In 1980, at the peak of the stagflation-inspired tax revolt that had started in California, voters in Massachusetts approved a ballot initiative called Proposition 21/2. The statute capped local property taxes at 2.5% of real value of taxable property and also capped the annual growth in local tax levies at 2.5%.

At the time that Proposition 21/2 was enacted, Bay State residents were paying property taxes — as a percentage of their personal income — that were 71% above the national average. By 1997, the rate was only 9% higher.

This wasn’t a case of simply shifting the tax burden to other areas. In 1980, Massachusetts’s residents paid the second-highest state and local income taxes in the nation. In 2007, the state ranked 28th in the nation.

All the while, Massachusetts has maintained what many believe to be the best public education system in the country. As E.J. McMahon of the Manhattan Institute noted, its students in 2007 out-performed the rest of the nation on three of four National Assessment of Educational Progress exams and tied for first on the fourth.

Judging by these figures, it would seem that Proposition 21/2 worked; the state reined in taxes while its general economy and educational system thrived.

That’s the consensus of a New York State commission led by Nassau County Executive Thomas Suozzi, who is expected to release a report this week recommending that New York follow Massachusetts’s lead and impose a ceiling on local school property tax increases. The Suozzi commission is expected to call for capping annual tax growth at 4%.

The success of Proposition 21/2 is the most powerful argument against the teachers unions and their allies in the Legislature, which explains why these critics have now made it their highest priority to deny the achievement of our eastern neighbor and portray Proposition 21/2 as a failure.

Lining up against the Suozzi commission with force, they are citing a report published last month by the liberal Center on Budget and Policy Priorities in Washington, D.C., that purported to expose the “hidden consequences” of the Massachusetts cap.

The center’s case amounts to two criticisms: the cap eroded local services and hurt poor people.

But as many other studies have noted, the cap brought about a much smaller reduction in local revenue than had been anticipated. Increased state aid made up much of the difference, along with local voter overrides and taxes generated by new construction.

“Proposition 21/2 had been predicted to force draconian cuts in local services. Legislative amendments and economic growth, along with voter approval of additional property taxes on a town-by-town basis, have altered that prediction, and the public seems very satisfied with the result. There has neither been any serious attempt to repeal it, nor to strengthen it,” wrote a Northeastern University political science professor, Bruce Wallin, in a 2004 analysis of the cap.

What the center calls an erosion of services is often just efficiencies. “Many communities now have more professional management. It has forced all to work smarter in how we manage scarce dollars,” the mayor of Northampton, a city in Western Massachusetts, told Jay Gallagher of the Gannett News Service last month.

The center argues that the cap is unfair because rich communities can afford to vote for an override and tax themselves at higher rates. But the poorer areas have the same override power as the wealthier districts. If they opt for lower taxes over greater services, that’s their choice.

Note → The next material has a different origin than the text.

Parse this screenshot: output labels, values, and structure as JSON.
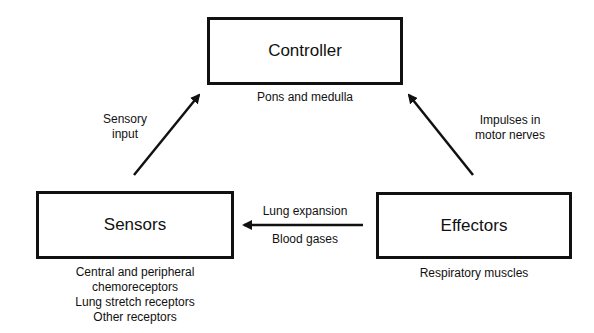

The best case against the cap goes as follows: Localities would cry out for more state aid to make up lost revenue. Albany would extend its hand, but at the same time, use its other hand to pick the pockets of New York City residents by raising income taxes on the state’s highest earners. The cap would then be nothing more than an excuse for Albany to soak the rich and funnel more of the city’s wealth to rest of the state.

The scenario is plausible — especially if voters oust the Senate Republicans from power this fall — but I see it as an argument in favor of a cap. When districts come to Albany hat in hand, Governor Paterson and lawmakers have a choice of either raising taxes or finding another way to come up with the money.

They can raise cash by squeezing other parts of the budget or tackle the source of the problem by repealing labor contract, pension, and other mandates that drive up the cost of government services.

Either way, the Legislature would be held accountable. Without a cap, accountability is so diffuse that voters don’t know whom to blame for their high taxes. A cap prevents the state from the passing the buck to localities and forces lawmakers and the governor to take responsibility for fiscal decisions.

Over the long run, the dynamic benefited Massachusetts. “In a broad sense, then, Proposition 21/2 has produced some centralization in the financing of local governments … but it also produced the ultimate in decentralization — voter control over local property tax increases,” Mr. Wallin wrote.

It sounds like common sense, which is why Albany is likely to ignore Mr. Suozzi. The county executive, who many believe is considering another run for governor in 2010, should know that voters are paying attention.